I have written a program that, if it was run on say your average supercomputer, would run very similarly to my initial multiple ant program except with a twist. When an ant lands on a coloured cell the cell won't revert to being white, it will instead turn a darker shade of the colour it currently is. To ensure this doesn't result in ants going in circles I have written it so that the cell alternates between being classed as 'coloured' or 'white' in the classical Langton's Ant sense.
I came up with this particular idea on a bus journey a couple days ago, when I realised that some of the patterns that have been cropping up are in their own way quite beautiful. I think this new iteration will result in some spectacular images.
A quick update on the developing maturity of my code:
- I have rediscovered For...Next loops. I am now saving about 5 minutes on each bit of code, as I don't need to go back at the end and find the counter=counter+1 that I have missed out. For...Next loops work by taking a number equal to some specified lower bound, running a piece of code with that number and then incrementing the number until the number equals some specified upper bound. Do While loops take a number and keep running the code while the number meets some condition, say being less than or equal to some specified upper bound.

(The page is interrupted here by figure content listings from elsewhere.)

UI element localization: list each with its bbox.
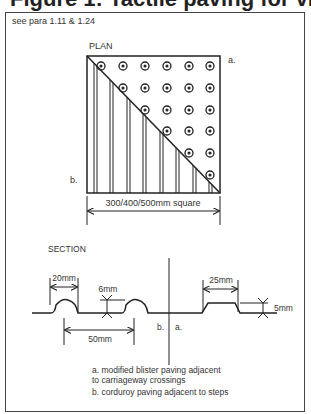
section-heading: SECTION [48,244,86,254]
dim-6mm [100,295,125,318]
dim-50mm-label: 50mm [88,334,112,344]
legend-a-line1: a. modified blister paving adjacent [92,365,221,375]
dim-5mm-label: 5mm [274,303,293,313]
dim-5mm [240,298,268,318]
legend-b: b. corduroy paving adjacent to steps [92,387,229,397]
reference-text: see para 1.11 & 1.24 [12,16,95,26]
diagram-canvas: see para 1.11 & 1.24 PLAN [0,0,311,414]
section-label-a: a. [175,322,182,332]
section-label-b: b. [157,322,164,332]
blister-grid [97,62,214,179]
plan-heading: PLAN [89,41,113,51]
legend-a-line2: to carriageway crossings [92,375,186,385]
dim-20mm [50,278,78,312]
plan-dimension-label: 300/400/500mm square [105,198,200,208]
plan-label-a: a. [228,55,236,65]
dim-20mm-label: 20mm [52,273,76,283]
dim-6mm-label: 6mm [99,284,118,294]
section-profile [32,300,277,313]
plan-square [87,56,220,193]
plan-label-b: b. [70,175,78,185]
dim-25mm-label: 25mm [209,275,233,285]
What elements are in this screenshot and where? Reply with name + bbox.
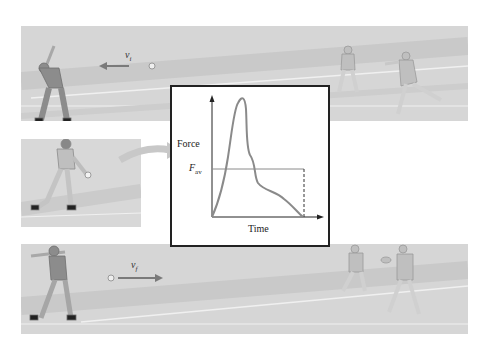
force-curve — [212, 98, 303, 217]
force-time-graph: Force Fav Time — [170, 85, 330, 247]
panel-after-collision: vf — [21, 244, 468, 334]
y-axis-label: Force — [177, 138, 200, 149]
field-scene-after — [21, 244, 468, 334]
velocity-final-label: vf — [131, 259, 137, 273]
average-force-label: Fav — [189, 162, 202, 176]
baseball-icon — [108, 275, 114, 281]
baseball-icon — [149, 63, 155, 69]
x-axis-label: Time — [248, 223, 269, 234]
velocity-initial-label: vi — [125, 49, 131, 63]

So they are virtually the same, except in a Do While loop you need to manually increment the number each time the code runs, which is a little bit tiresome when you have twenty of them.
- I have moved all of my colours into Hex, meaning I can get a much bigger range of colours. Read bigger as 300,000 times bigger.
And now finally we get to the reason I don't have anything juicy for you tonight...
The code I wrote tried to create a 22.8GB variable. Yes, a variable nearly 4 times larger than Skyrim. AND it was trying to create it in RAM. The thing is, I know exactly how to get around this as I did it that way in all of my previous code. I just happened to try something new and it has backfired spectacularly. The error was so big that instead of bringing up a basic error message Windows took control, fired off an error report to whomever those actually go to and restarted Excel. That has never happened to me before.
I will sort this all out tomorrow, by which time my computer will either have calmed down or comitted itself.